Liquidity has returned to the top end of the US commercial real estate market, as large single-asset deals notched their strongest growth rates in more than a decade and reclaimed nearly two-thirds of all investment dollars, according to third-quarter data from Altus Group. Yet even as volume surged, median deal sizes and pricing patterns underscored how uneven the recovery remains across industrial, multifamily, retail and office.
Altus Group’s quarterly report shows that 1,826 single-asset transactions over $10 million traded in the quarter, the highest count since Q3 2022 and equivalent to 5% of all single-asset deals.
Those large transactions totaled $76.4 billion and accounted for 67.8% of all single-asset investment dollars, a share last seen in mid-2022 and slightly above the pre-pandemic high of 67.2% in late 2018. Large-deal volume rose 48% quarter-over-quarter and 41% year-over-year by count, with total value up 48% from Q2 and 46% from a year earlier. The latter, excluding the immediate post-pandemic spike, marks the strongest growth since 2015.
Deal Sizes Remain Below Peak
Despite that rebound, the market has not returned to peak transaction sizes. The median large-deal value across all property types in Q3 2025 was $19.6 million, roughly 9% below the $21.4 million high reached in late 2021, keeping total dollar volume below the levels posted in 2021 and early 2022.
Altus attributes much of the shortfall in overall volume to deal size rather than deal count, as investors remain willing to transact but with slightly smaller checks than during the boom period
Industrial Holds Near Record Levels
Industrial continues to anchor the upper tier of the market with relatively modest slippage from peak values. The median large industrial deal closed at $18.9 million in Q3 2025, just 1.7% below its $19.2 million peak in Q1 2024, highlighting that investors are still willing to pay near-record ticket sizes for logistics and related assets.
That resilience, combined with firming pricing per square foot, positions industrial as one of the sectors where large-deal activity appears closest to “normal” rather than cyclical overshoot.
Multifamily Drives Market Momentum
Multifamily is further off its top but remains a primary driver of the recent upswing in median transaction size. The median large multifamily deal stood at $29.3 million in Q3 2025, down 8.2% from the sector’s $31.8 million peak in Q2 2022, but still roughly mirrors the overall market’s pullback from late-2021 levels.
However, since the post-pandemic trough in Q4 2023, the median size of large CRE deals has risen 4.7%, led by a 14.2% increase in median multifamily deal size, underscoring renewed appetite for scale in that asset class even as underwriting remains more conservative than during the 2021–2022 run-up.
Office Trails Far Behind
Office stands out as the clear laggard in Altus Group’s analysis. The median large office transaction was $18.1 million in Q3 2025, a steep 23.8% below its $23.8 million peak way back in Q4 2013. That weakness is echoed in pricing: median price per square foot for large deals fell 3% quarter-over-quarter and 4.4% year-over-year for office, even as other major sectors showed signs of stabilization or firming.
Retail Finds A Stable Equilibrium
Retail, by contrast, appears to have settled into a remarkably narrow band. The median large retail deal came in at $15.5 million in Q3 2025, just 6.1% below its $16.5 million peak in Q2 2012 and broadly consistent with a decade-long pattern of typical trades hovering near $15 million.
Altus notes that retail deal sizes have “held remarkably steady,” suggesting a sector where investors have already repriced assets and where large transactions proceed at a measured but durable pace rather than surging or collapsing.
Signs Of Pricing Stabilization
Across all property types, pricing metrics point to early stabilization rather than a full-fledged expansion. Median price per square foot for large deals rose 0.6% quarter-over-quarter and 0.6% year-over-year in Q3 2025, signaling that sellers and buyers are beginning to converge on clearing levels after several quarters of dislocation.
A Shift Toward Market Normalization
The composition and timing of the Q3 rebound stand out against more than a decade of market history. After the Global Financial Crisis, large transactions rose from roughly 500 per quarter in 2011 to more than 1,500 by 2015, then briefly spiked above 4,000 in Q4 2021 before receding as rates climbed in 2022 and 2023 between early 2023 and mid-2025, the market cleared the 1,500-deal threshold only once. Q3 2025 breaks that pattern, with Altus describing a “meaningful shift” in investor behavior as large single-asset trades again drive the overall market.
Cole Perry, associate director of research at Altus Group and author of the report, writes that the reappearance of large single-asset transactions “marks an important step toward market normalization,” as investors show “a willingness to commit meaningful capital to individual properties.”
The quarter’s data, he argues, offer “the clearest evidence in several years that liquidity is returning to the upper tier of the CRE market,” even if the industry has not yet regained the peak pricing and deal sizes of the last cycle. Altus frames the key question heading into year-end as whether this momentum will carry forward as borrowing costs stabilize or prove to be a short burst before another pause.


• **WORK INSTRUCTIONS**
An exact copy is needed of the lines from the one that contains "Find the location of 'man'." through the final line of the data below, with pictures left out.

• **MATERIAL PROVIDED**
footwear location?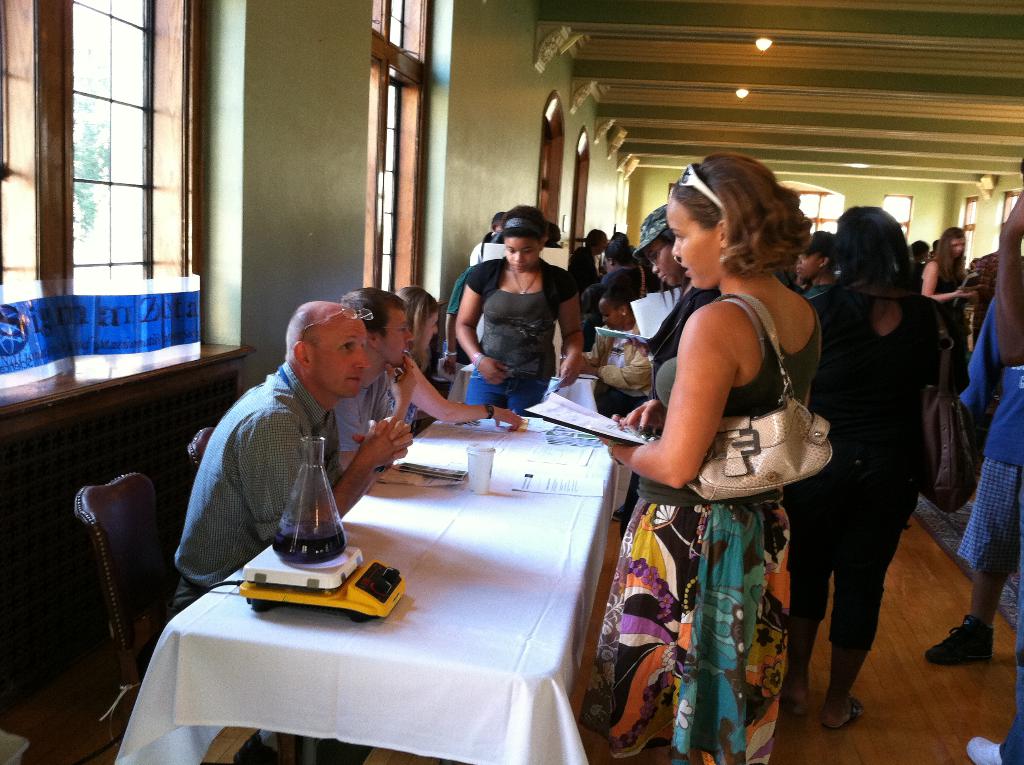
925:609:1004:698
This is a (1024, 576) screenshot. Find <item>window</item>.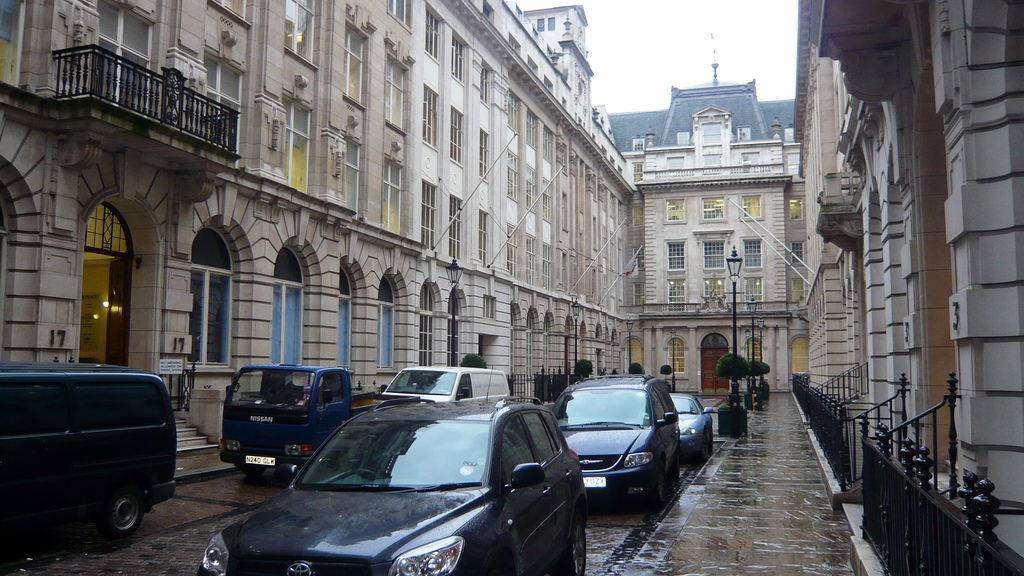
Bounding box: x1=604, y1=228, x2=607, y2=259.
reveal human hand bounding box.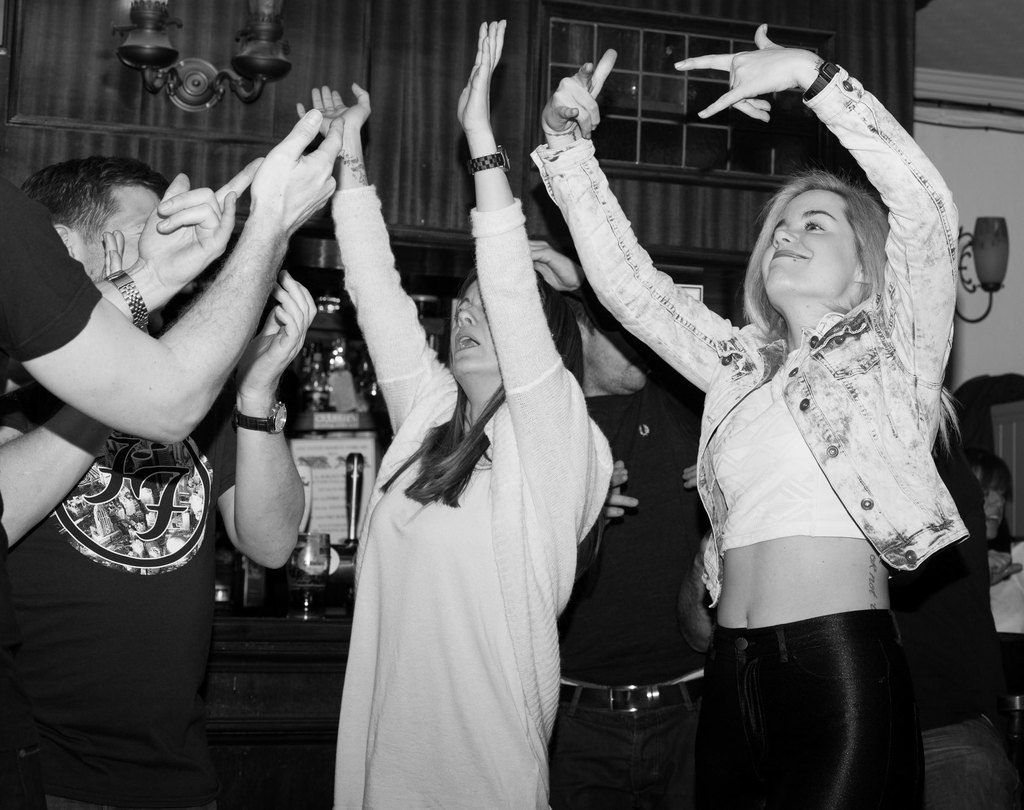
Revealed: <region>525, 238, 588, 296</region>.
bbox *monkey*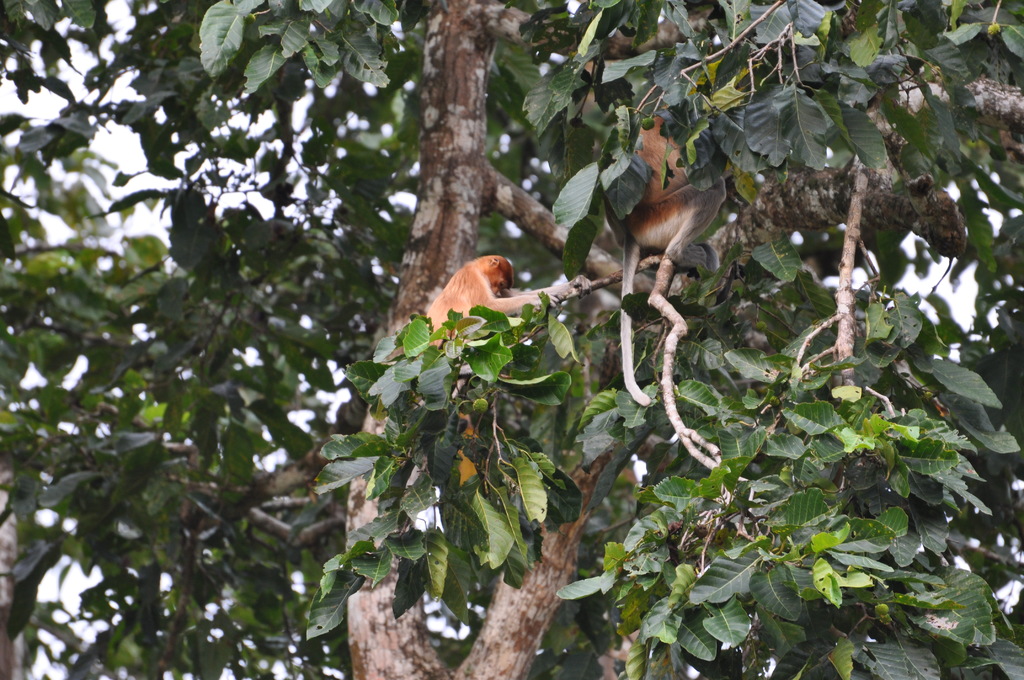
box=[618, 105, 728, 407]
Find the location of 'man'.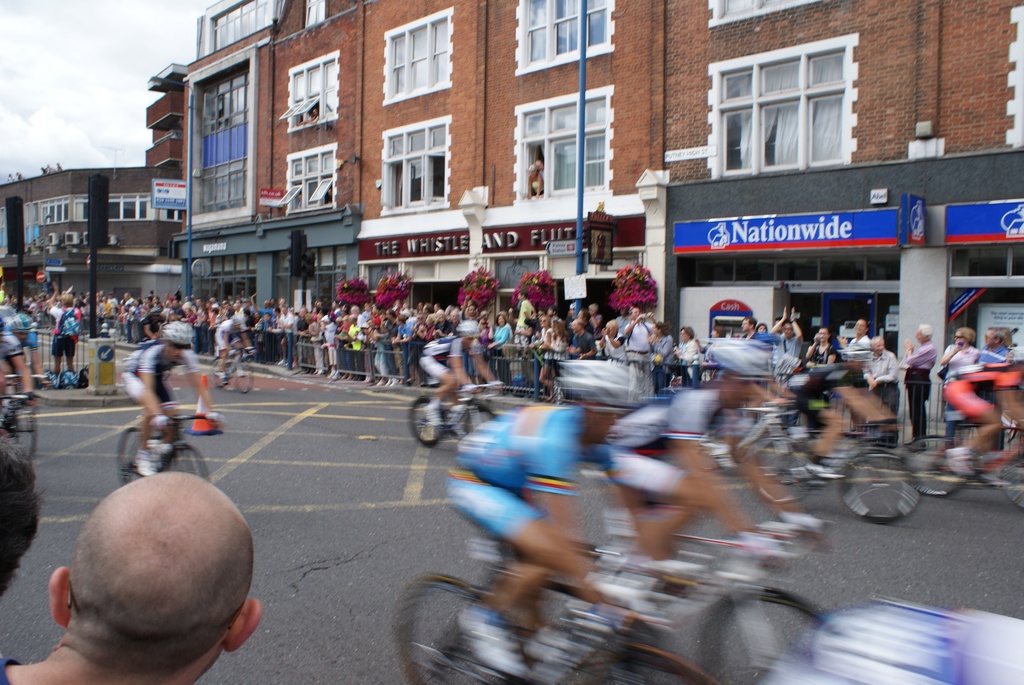
Location: 838:321:872:365.
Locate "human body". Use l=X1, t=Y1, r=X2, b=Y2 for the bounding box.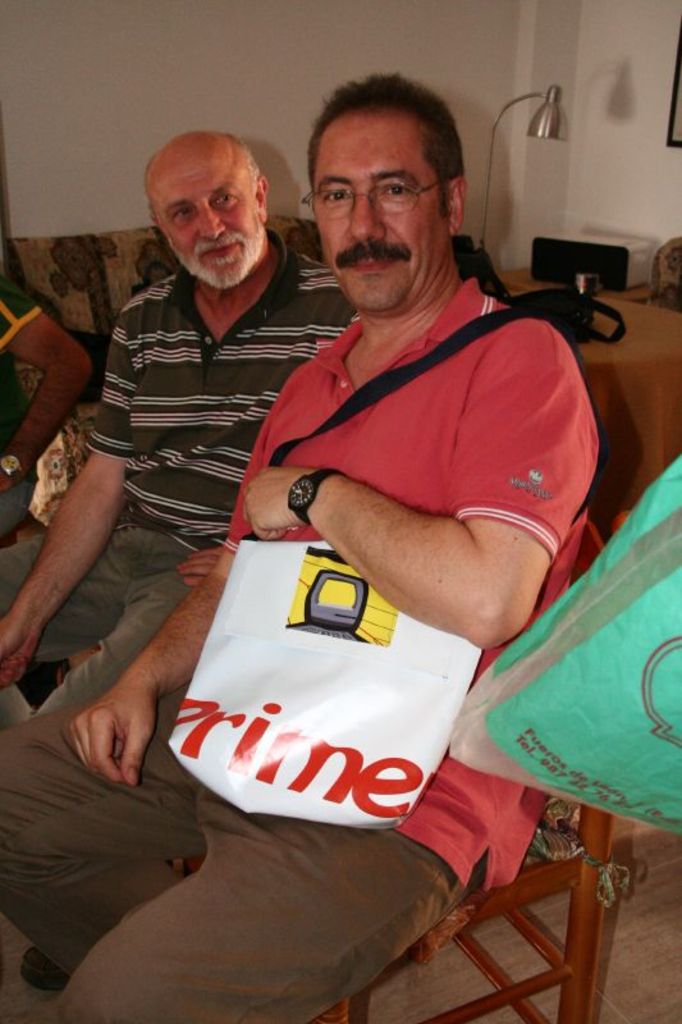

• **RESULT OF THE TASK**
Find the location of 'man'.
Location: 838:321:872:365.
Locate "human body". Use l=X1, t=Y1, r=X2, b=Y2 for the bounding box.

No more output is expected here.